Patrik tossed the arrow into the coals. “We need more wood.” Unable to shake the unsettled feeling, he turned and walked away.
Emma noted his stiff gate. As he rounded the corner, she took a stick and freed the half-burned shaft. She cradled the warm wood within her palm. From his reaction, this fragment belonged to someone he knew. It would belong to another rebel, so why would that leave him upset? At least the arrow didn’t indicate a woman.
Wood clattered nearby.
She started, glanced to where he stacked the wood. “I did not hear you return.”
Patrik remained silent as he knelt before the warm coals, his face taut. With care, he inserted moss, twigs, and other dry tinder. Then, he leaned close and gently blew upon the embers. Red flickered, dimmed to black. He blew another steady breath at the center. Embers glowed beneath the gray ash. Moments later, a wisp of smoke sifted through the moss. A flame ignited.
With care, Patrik fed the fire, small bits at first, then angled limbs that would easily catch, and finally, larger pieces that would burn the entire night. On a sigh, he sat back.
She settled beside him, his tension palatable. “You recognized the arrow shaft?”
A muscle tightened in his jaw.
Emma hesitated to push him, but something important had just occurred. She set the charred length before him. “This person means something to you, do they not?”
For a long moment, he remained silent. Then, fingers trembling, he picked up the carved wood and set it within his palm.
A part of her regretted the pain the memories invoked.
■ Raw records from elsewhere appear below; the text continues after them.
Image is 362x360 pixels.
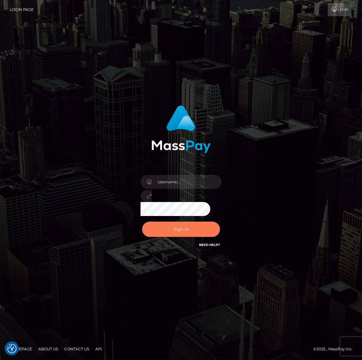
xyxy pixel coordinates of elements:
[199,243,220,247] a: Need Help?
[7,344,17,353] button: Consent Preferences
[313,345,357,352] div: © 2025 , MassPay Inc.
[328,3,351,16] a: Login
[36,344,60,353] a: About Us
[7,344,35,353] a: Homepage
[152,175,221,189] input: Username...
[151,105,211,153] img: MassPay Login
[62,344,92,353] a: Contact Us
[142,221,220,237] button: Sign in
[93,344,105,353] a: API
[10,3,34,16] a: Login Page
[7,344,17,353] img: Revisit consent button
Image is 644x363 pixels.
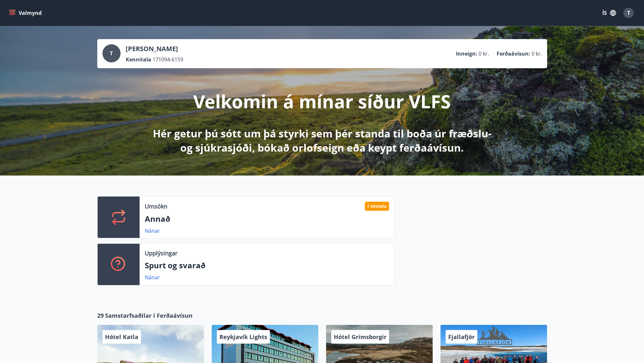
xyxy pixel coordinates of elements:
a: Nánar [145,274,160,281]
button: ÍS [599,7,619,19]
button: T [621,5,636,21]
p: [PERSON_NAME] [126,44,183,53]
p: Ferðaávísun : [497,50,530,57]
button: menu [8,7,44,19]
p: Inneign : [456,50,477,57]
p: Velkomin á mínar síður VLFS [193,89,451,113]
span: T [110,50,113,57]
span: 0 kr. [478,50,489,57]
span: Hótel Katla [105,333,138,341]
p: Hér getur þú sótt um þá styrki sem þér standa til boða úr fræðslu- og sjúkrasjóði, bókað orlofsei... [152,126,493,155]
p: Spurt og svarað [145,260,389,271]
span: Fjallafjör [448,333,475,341]
span: Samstarfsaðilar í Ferðaávísun [105,311,192,320]
span: 171094-6159 [153,56,183,63]
p: Kennitala [126,56,151,63]
p: Upplýsingar [145,249,177,258]
span: Reykjavík Lights [220,333,267,341]
p: Annað [145,214,389,224]
span: 29 [97,311,104,320]
a: Nánar [145,227,160,235]
div: Í vinnslu [365,202,389,211]
span: Hótel Grímsborgir [334,333,387,341]
span: T [627,9,630,16]
p: Umsókn [145,202,168,210]
span: 0 kr. [532,50,542,57]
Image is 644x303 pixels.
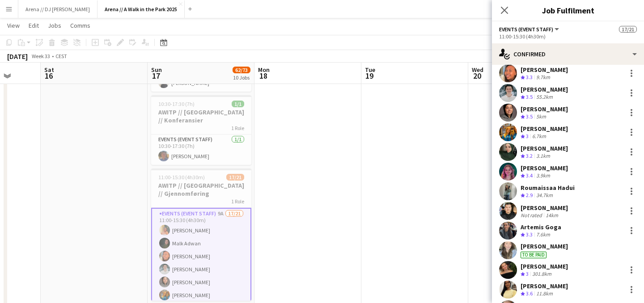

God in heaven, look at her, allowing emotions to affect her mission? Shaken, she fought to deal with the realization that somewhere in their time together, Patrik had become too important to her, even more than her mission.
“Who does the arrow belong to?” she asked, her voice shaking.
Hard eyes, eyes like a wounded animal, met hers. He tossed the charred wood into the ash. “My brother.”
A brother?Irritation flared. No one had disclosed that Patrik had a brother. Sir Cressingham, as well as another man in his employ, had explained how English knights had murderedDubh Duer’s family. A resultant hatred guided his hand within battle, a savageness that had led to the legends of the merciless Scot,Dubh Duer.But nothing about another sibling who’d lived.
Why?
Had Sir Cressingham set her up? That made no sense. The treasurer of Scotland hated Patrik, salivated at the idea of watching the Scot gutted, then making the rebel’s death an example to all who dared defy him.
So why had neither his man nor he told her about Patrik’s brother? Mayhap his sibling had played little or no role in the Scottish uprising? Or, his fealty lay with King Edward. What if neither man knew Patrik had a brother who had lived?
From the raw grief on Patrik’s face, he struggled at the thoughts his brother inspired. If his brother was indeed loyal to the English king, that would explain Patrik’s strife.
His strife, but not her increasing distaste for her mission.
“I am sorry. I have upset you.” More so than he would ever know. He’d lowered his defense, a trust she now would shamefully exploit.
Scarred fingers picked up a stick to shove an ember free. Then he buried the heated wood within the dirt. Angst-stricken hazel eyes lifted to hers.
“The arrow belongs to your brother?”
“Aye.” A muscle worked in his jaw as he lifted the stick. Against the cheerful pop of the fire, he nudged aside the mound of ash, exposing the remnants of the arrow. He again lifted the shaft, rolled it slowly within his fingers. A charred line of soot remained. He stared at it, closed his eyes, then opened them. “At times a man is a fool and cannot see the precious gift he holds until it is lost.”
The intensity of his words unnerved her. Well she understood the pain of losing someone you loved, the emptiness and the loss. Except life cared naught for your pain, or hurt, but moved on. ’Twas you who chose to step forward or to remain buried within your grief.
“Was your brother killed?”
Patrik laid the charred shaft at his side. “Nay. But to them I am dead.”
Them? He had more than one brother alive?
Cristina’s eyes widened with questions, but Patrik remained silent. A fool he was for telling the lass anything of the MacGruders. He barely knew her. But as he’d held the arrow, emotions had stormed him, the pain immense. And he’d found admitting the truth to her had brought a wisp of relief.
Blast it, he wanted his brothers back, he wanted to use the surname MacGruder, desperately so. With their love and support during the years when he’d struggled to find stability after his family’s death, how could he not?
Grief washed through him as he studied Cristina. A stranger? Mayhap, considering the amount of time he’d known her, but something about her drew him, had from the start. Her beauty he couldn’t deny, nor the desires she inspired, but what lured him was more than the intrigue of the flesh. From the bits of her life she’d shared, he sensed she carried enormous hurt, pain carved by years of suffering, emotions only those who had survived similar ordeals understood.